I wrote down everything I read and began writing my own first novel...

This blog aimed to contrast what I was reading in in 1975-79 with the same month, week and day, 30 years later in 2005-2009. I'm leaving the blog up in archive mode, blogging in real time on Live Journal--and still writing novels.

Lynne Murray's Live Journal and Bride of the Dead Blog

Sunday, July 17, 2005

haunted mysteries and historical horror

July 14 to 17, 1975, no entry - maybe I was still chipping away at Michener’s Hawaii, in anticipation of actually going there that month.

July 14 to 17, 2005, I read:

No Man Standing, Barbara Seranella

This is the fifth in the Munch Mancini series wherein the former biker chick and recovering addict protagonist solves a mystery and copes with the ghosts of her past. Excellent writing, and the heroine’s grit makes her human and understandable. The previous four books are No Human Involved, No Offense Intended, Unwanted Company and Unfinished Business. There’s a sixth, Unpaid Dues, and a seventh, Unwilling Accomplice, just out, but I don’t have my hands on those.


The Colour Out of Space, Tales of Horror by Lovecraft, Blackwood, Machen, Poe, and Other Masters of the Weird, selected by D. Thin, New York Review of Books

These are the venerable masters of the weird--and I can’t resist being naughty and pointing out that none of these stories are protected by copyright, which makes them much cheaper to anthologize. If one is not used to the florid verbiage of bye gone storytelling, one might be impatient with these masters. This one was.

However, I’ve been going through some Lovecraft nostalgia. One of the things I did in Hawaii in July 1975, was to play hooky from the Buddhist convention to watch on The Dunwich Horror (with Sandra Dee!) on TV in the hotel room. Amazing. Younger readers will find it hard to imagine, but I actually did not own a TV, so this was a special treat for me.

The Masters of the Wierd anthology had some good stories, specifically the title story. I wouldn’t recommend the gratuitous sadistic cat slaughter in Bram Stoker’s The Squaw, which is also horribly contrived--the minute the iron maiden torture device is mentioned, you know the author’s going to turn twist the narrative into a pretzel to get a character in there. I sort of wanted O. Henry to come in and shake his finger at Stoker for this.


TASK TO COMPLETE –
Only the pictures stay out; every record is to be quoted exactly.
»»
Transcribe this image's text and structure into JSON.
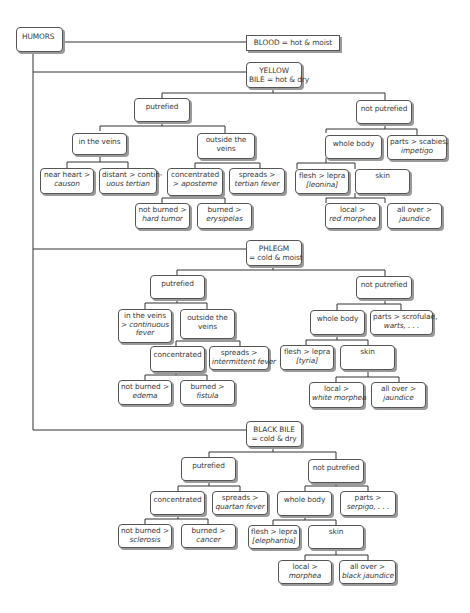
{
  "root": {
    "label": "HUMORS"
  },
  "blood": {
    "label": "BLOOD = hot & moist"
  },
  "yellow_bile": {
    "label_line1": "YELLOW",
    "label_line2": "BILE = hot & dry",
    "putrefied": {
      "label": "putrefied",
      "in_veins": {
        "label": "in the veins",
        "near_heart": {
          "line1": "near heart >",
          "line2": "causon"
        },
        "distant": {
          "line1": "distant > contin-",
          "line2": "uous tertian"
        }
      },
      "outside_veins": {
        "line1": "outside the",
        "line2": "veins",
        "concentrated": {
          "line1": "concentrated",
          "line2": "> aposteme",
          "not_burned": {
            "line1": "not burned >",
            "line2": "hard tumor"
          },
          "burned": {
            "line1": "burned >",
            "line2": "erysipelas"
          }
        },
        "spreads": {
          "line1": "spreads >",
          "line2": "tertian fever"
        }
      }
    },
    "not_putrefied": {
      "label": "not putrefied",
      "whole_body": {
        "label": "whole body",
        "flesh": {
          "line1": "flesh > lepra",
          "line2": "[leonina]"
        },
        "skin": {
          "label": "skin",
          "local": {
            "line1": "local >",
            "line2": "red morphea"
          },
          "all_over": {
            "line1": "all over >",
            "line2": "jaundice"
          }
        }
      },
      "parts": {
        "line1": "parts > scabies,",
        "line2": "impetigo"
      }
    }
  },
  "phlegm": {
    "label_line1": "PHLEGM",
    "label_line2": "= cold & moist",
    "putrefied": {
      "label": "putrefied",
      "in_veins": {
        "line1": "in the veins",
        "line2": "> continuous",
        "line3": "fever"
      },
      "outside_veins": {
        "line1": "outside the",
        "line2": "veins",
        "concentrated": {
          "label": "concentrated",
          "not_burned": {
            "line1": "not burned >",
            "line2": "edema"
          },
          "burned": {
            "line1": "burned >",
            "line2": "fistula"
          }
        },
        "spreads": {
          "line1": "spreads >",
          "line2": "intermittent fever"
        }
      }
    },
    "not_putrefied": {
      "label": "not putrefied",
      "whole_body": {
        "label": "whole body",
        "flesh": {
          "line1": "flesh > lepra",
          "line2": "[tyria]"
        },
        "skin": {
          "label": "skin",
          "local": {
            "line1": "local >",
            "line2": "white morphea"
          },
          "all_over": {
            "line1": "all over >",
            "line2": "jaundice"
          }
        }
      },
      "parts": {
        "line1": "parts > scrofulae,",
        "line2": "warts, . . ."
      }
    }
  },
  "black_bile": {
    "label_line1": "BLACK BILE",
    "label_line2": "= cold & dry",
    "putrefied": {
      "label": "putrefied",
      "concentrated": {
        "label": "concentrated",
        "not_burned": {
          "line1": "not burned >",
          "line2": "sclerosis"
        },
        "burned": {
          "line1": "burned >",
          "line2": "cancer"
        }
      },
      "spreads": {
        "line1": "spreads >",
        "line2": "quartan fever"
      }
    },
    "not_putrefied": {
      "label": "not putrefied",
      "whole_body": {
        "label": "whole body",
        "flesh": {
          "line1": "flesh > lepra",
          "line2": "[elephantia]"
        },
        "skin": {
          "label": "skin",
          "local": {
            "line1": "local >",
            "line2": "morphea"
          },
          "all_over": {
            "line1": "all over >",
            "line2": "black jaundice"
          }
        }
      },
      "parts": {
        "line1": "parts >",
        "line2": "serpigo, . . ."
      }
    }
  },
  "colors": {
    "line": "#333333",
    "box_border": "#555555",
    "shadow": "#9a9a9a",
    "text": "#3a3a3a"
  }
}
««
EXERCISE RESPONSE –
Transcribe this image's text and structure into JSON.
{
  "root": {
    "label": "HUMORS"
  },
  "blood": {
    "label": "BLOOD = hot & moist"
  },
  "yellow_bile": {
    "label_line1": "YELLOW",
    "label_line2": "BILE = hot & dry",
    "putrefied": {
      "label": "putrefied",
      "in_veins": {
        "label": "in the veins",
        "near_heart": {
          "line1": "near heart >",
          "line2": "causon"
        },
        "distant": {
          "line1": "distant > contin-",
          "line2": "uous tertian"
        }
      },
      "outside_veins": {
        "line1": "outside the",
        "line2": "veins",
        "concentrated": {
          "line1": "concentrated",
          "line2": "> aposteme",
          "not_burned": {
            "line1": "not burned >",
            "line2": "hard tumor"
          },
          "burned": {
            "line1": "burned >",
            "line2": "erysipelas"
          }
        },
        "spreads": {
          "line1": "spreads >",
          "line2": "tertian fever"
        }
      }
    },
    "not_putrefied": {
      "label": "not putrefied",
      "whole_body": {
        "label": "whole body",
        "flesh": {
          "line1": "flesh > lepra",
          "line2": "[leonina]"
        },
        "skin": {
          "label": "skin",
          "local": {
            "line1": "local >",
            "line2": "red morphea"
          },
          "all_over": {
            "line1": "all over >",
            "line2": "jaundice"
          }
        }
      },
      "parts": {
        "line1": "parts > scabies,",
        "line2": "impetigo"
      }
    }
  },
  "phlegm": {
    "label_line1": "PHLEGM",
    "label_line2": "= cold & moist",
    "putrefied": {
      "label": "putrefied",
      "in_veins": {
        "line1": "in the veins",
        "line2": "> continuous",
        "line3": "fever"
      },
      "outside_veins": {
        "line1": "outside the",
        "line2": "veins",
        "concentrated": {
          "label": "concentrated",
          "not_burned": {
            "line1": "not burned >",
            "line2": "edema"
          },
          "burned": {
            "line1": "burned >",
            "line2": "fistula"
          }
        },
        "spreads": {
          "line1": "spreads >",
          "line2": "intermittent fever"
        }
      }
    },
    "not_putrefied": {
      "label": "not putrefied",
      "whole_body": {
        "label": "whole body",
        "flesh": {
          "line1": "flesh > lepra",
          "line2": "[tyria]"
        },
        "skin": {
          "label": "skin",
          "local": {
            "line1": "local >",
            "line2": "white morphea"
          },
          "all_over": {
            "line1": "all over >",
            "line2": "jaundice"
          }
        }
      },
      "parts": {
        "line1": "parts > scrofulae,",
        "line2": "warts, . . ."
      }
    }
  },
  "black_bile": {
    "label_line1": "BLACK BILE",
    "label_line2": "= cold & dry",
    "putrefied": {
      "label": "putrefied",
      "concentrated": {
        "label": "concentrated",
        "not_burned": {
          "line1": "not burned >",
          "line2": "sclerosis"
        },
        "burned": {
          "line1": "burned >",
          "line2": "cancer"
        }
      },
      "spreads": {
        "line1": "spreads >",
        "line2": "quartan fever"
      }
    },
    "not_putrefied": {
      "label": "not putrefied",
      "whole_body": {
        "label": "whole body",
        "flesh": {
          "line1": "flesh > lepra",
          "line2": "[elephantia]"
        },
        "skin": {
          "label": "skin",
          "local": {
            "line1": "local >",
            "line2": "morphea"
          },
          "all_over": {
            "line1": "all over >",
            "line2": "black jaundice"
          }
        }
      },
      "parts": {
        "line1": "parts >",
        "line2": "serpigo, . . ."
      }
    }
  },
  "colors": {
    "line": "#333333",
    "box_border": "#555555",
    "shadow": "#9a9a9a",
    "text": "#3a3a3a"
  }
}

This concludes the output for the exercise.